My final stop, as the sun heads down, is the famous Amazonas Theater, an opera house that stands as a symbol of opulent excess from the city’s rubber boom. Imposing and ostentatious, it was built with Italian marble, English bricks and French crystal chandeliers in the 19th century, as the city competed to be a tropical Paris. Back then, the Brazilian Amazon supplied nearly all of the world’s rubber.
The rubber barons grew rich on the labor and sweat of seringueiros (rubber tappers), mainly migrants from northeastern Brazil. The Museu do Seringal, a short boat ride away, delves further into this history.
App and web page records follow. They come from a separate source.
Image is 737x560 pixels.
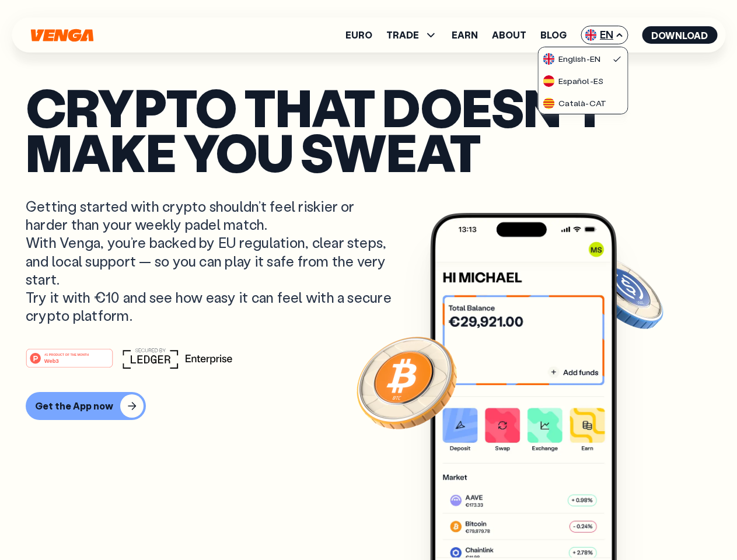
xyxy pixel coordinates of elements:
[585,29,597,41] img: flag-uk
[387,28,438,42] span: TRADE
[539,48,628,69] a: flag-ukEnglish-EN
[26,197,395,325] p: Getting started with crypto shouldn’t feel riskier or harder than your weekly padel match. With V...
[452,31,478,40] a: Earn
[26,85,712,174] p: Crypto that doesn’t make you sweat
[35,400,113,412] div: Get the App now
[539,69,628,91] a: flag-esEspañol-ES
[544,97,555,109] img: flag-cat
[26,356,113,371] a: #1 PRODUCT OF THE MONTHWeb3
[492,31,527,40] a: About
[643,26,717,44] button: Download
[45,353,89,357] tspan: #1 PRODUCT OF THE MONTH
[29,29,94,42] svg: Home
[354,329,460,435] img: Bitcoin
[544,53,601,64] div: English - EN
[387,31,419,40] span: TRADE
[544,76,603,87] div: Español - ES
[544,53,555,64] img: flag-uk
[582,251,666,335] img: USDC coin
[581,26,629,45] span: EN
[346,31,373,40] a: Euro
[26,392,712,420] a: Get the App now
[541,31,567,40] a: Blog
[544,76,555,87] img: flag-es
[539,91,628,114] a: flag-catCatalà-CAT
[45,357,59,364] tspan: Web3
[544,97,606,109] div: Català - CAT
[26,392,146,420] button: Get the App now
But the story of the enslaving of Indigenous people to fuel the rubber trade isn’t told, not so far as I can hear, at least. A 2020 Brazilian documentary describes a British diplomat’s account of the violence he witnessed against Indigenous communities during the rubber boom, most notably how 30,000 Indigenous people were killed to produce 4,000 tonnes of rubber.
By the 1920s, the boom turned to bust when Asian rubber broke the Brazilian monopoly and Manaus fell into decline. It has since restyled itself as a manufacturing hub with a free-trade zone and another boom cycle began. But all the while, Indigenous culture remained buried, invisible or silent to many who visited. If the people I’ve met have anything to do with it, that won’t be the case for too much longer.